University of Johannesburg Department of Transport and Supply Chain Management senior lecturer Dr Vaughan Mostert also supported the idea of improved public transport, noting that “ten times more” people must use such systems in South Africa.

He also urged government to finally put in place a national transport body, as per its policy, that could introduce integrated public transport.

Mostert believed it would serve Gauteng better to have bus routes running from Vanderbijlpark to Moloto, Heidelberg to Hammanskraal, and another “four or five routes” linking Pretoria and Johannesburg rather than a “four-lane highway”.

Business Unity South Africa acting executive director economic policy Coenraad Bezuidenhout had praise for Sanral as “government’s most effective implementing agency”, but also pointed out its inability to make policy – and, therefore, implement alternatives to toll fees.

The fuel levy fell within the ambit of National Treasury.

Bezuidenhout said Busa was still investigating the lowered toll fee structure, but was not yet in a position to comment on it, as it still had some questions pending with Sanral CEO Nazir Alli.

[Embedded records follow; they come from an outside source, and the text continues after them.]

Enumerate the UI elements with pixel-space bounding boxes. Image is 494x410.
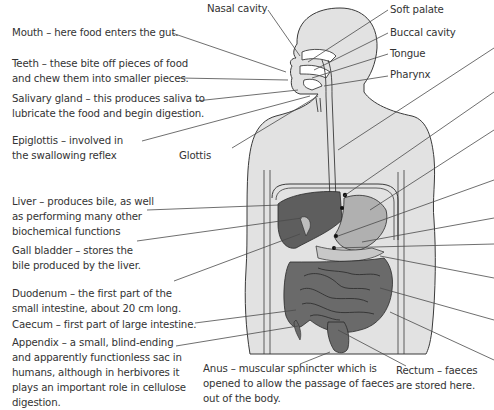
label-line: lubricate the food and begin digestion. — [12, 106, 205, 121]
large-intestine — [284, 258, 393, 332]
label-salivary-gland: Salivary gland – this produces saliva to… — [12, 91, 205, 121]
label-line: Buccal cavity — [390, 25, 456, 40]
label-mouth: Mouth – here food enters the gut. — [12, 25, 178, 40]
label-gall-bladder: Gall bladder – stores the bile produced … — [12, 243, 141, 273]
label-line: as performing many other — [12, 209, 154, 224]
label-line: Soft palate — [390, 2, 444, 17]
label-line: digestion. — [12, 395, 186, 410]
label-line: Glottis — [179, 148, 211, 163]
label-rectum: Rectum – faeces are stored here. — [396, 363, 477, 393]
label-liver: Liver – produces bile, as well as perfor… — [12, 194, 154, 239]
label-line: out of the body. — [203, 391, 394, 406]
label-glottis: Glottis — [179, 148, 211, 163]
label-line: and apparently functionless sac in — [12, 350, 186, 365]
label-line: Teeth – these bite off pieces of food — [12, 56, 189, 71]
label-line: small intestine, about 20 cm long. — [12, 301, 181, 316]
label-teeth: Teeth – these bite off pieces of food an… — [12, 56, 189, 86]
label-line: opened to allow the passage of faeces — [203, 376, 394, 391]
label-line: the swallowing reflex — [12, 148, 123, 163]
label-epiglottis: Epiglottis – involved in the swallowing … — [12, 133, 123, 163]
label-line: Mouth – here food enters the gut. — [12, 25, 178, 40]
label-soft-palate: Soft palate — [390, 2, 444, 17]
label-line: are stored here. — [396, 378, 477, 393]
label-line: Appendix – a small, blind-ending — [12, 335, 186, 350]
label-tongue: Tongue — [390, 46, 425, 61]
label-line: Tongue — [390, 46, 425, 61]
label-line: humans, although in herbivores it — [12, 365, 186, 380]
label-line: Caecum – first part of large intestine. — [12, 317, 196, 332]
label-nasal-cavity: Nasal cavity — [207, 1, 267, 16]
label-anus: Anus – muscular sphincter which is opene… — [203, 361, 394, 406]
label-line: Pharynx — [390, 67, 431, 82]
label-pharynx: Pharynx — [390, 67, 431, 82]
label-line: bile produced by the liver. — [12, 258, 141, 273]
label-line: Nasal cavity — [207, 1, 267, 16]
label-appendix: Appendix – a small, blind-ending and app… — [12, 335, 186, 410]
label-line: Gall bladder – stores the — [12, 243, 141, 258]
label-line: and chew them into smaller pieces. — [12, 71, 189, 86]
label-caecum: Caecum – first part of large intestine. — [12, 317, 196, 332]
label-duodenum: Duodenum – the first part of the small i… — [12, 286, 181, 316]
label-line: Anus – muscular sphincter which is — [203, 361, 394, 376]
label-buccal-cavity: Buccal cavity — [390, 25, 456, 40]
label-line: Salivary gland – this produces saliva to — [12, 91, 205, 106]
label-line: biochemical functions — [12, 224, 154, 239]
label-line: plays an important role in cellulose — [12, 380, 186, 395]
label-line: Rectum – faeces — [396, 363, 477, 378]
label-line: Duodenum – the first part of the — [12, 286, 181, 301]
label-line: Epiglottis – involved in — [12, 133, 123, 148]
label-line: Liver – produces bile, as well — [12, 194, 154, 209]
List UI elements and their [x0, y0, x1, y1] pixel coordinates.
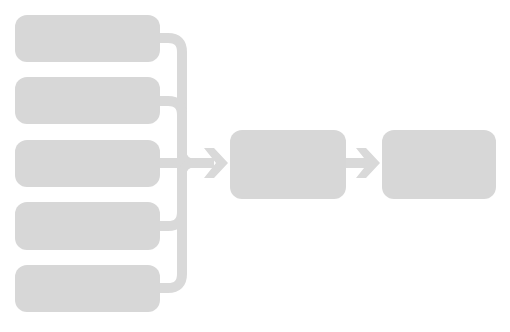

He said the two sides of the debate were whether the GFIP should be funded through urban tolls or a ring-fenced fuel levy, or urban tolls and a ring-fenced fuel levy.

Bezuidenhout also raised the point that Gauteng contributed 34% of South Africa’s gross domestic product, with nearly all goods passing through Gauteng at some point in time, making the GFIP toll project a “national issue”, as “costs will be passed on”.

He added that no other developing country had the extent of urban tolling planned for South Africa.

“The complexity is mind-boggling.”

Automobile Association of South Africa public affairs head Gary Ronald highlighted that the AA still believed a ring-fenced fuel levy to be the “best collection method at the least cost” to recuperate the costs of the GFIP.

South Africa last year raised R32-billion in fuel levies, from which tax rebates for the fisheries and agricultural sectors should then be deducted.

Ronald added that congestion would be a reality on the new freeways within three to four years.

He also added that last year’s R29-billion road infrastructure budget was having less effect than what the AA had anticipated.

He said it appeared as if government was paying companies three to four times to fix the same road.

Alli responded to the panellists by saying that the financial cake in South Africa was only so big, and that tolling was viewed as an acceptable solution to fund infrastructure.

He quipped that the options available to government were limited, and included tolling, with the alternatives being raising taxes, borrowing more money or printing money.

Alli added that critics were quick to overlook the benefits an improved road system could bring to the economy, such as reducing vehicle running costs, or saving time spent on the road.

“The fact that we created jobs also seem to pass people by.”

He also responded to Satawu remarks about the tenders for the GFIP being “flawed”, by directing Mahlangu to the auditor-general, who had given Sanral a clean bill of health.

He emphasised that Gauteng’s freeways were in dire need of improvement, and “that doing nothing” had not been an option.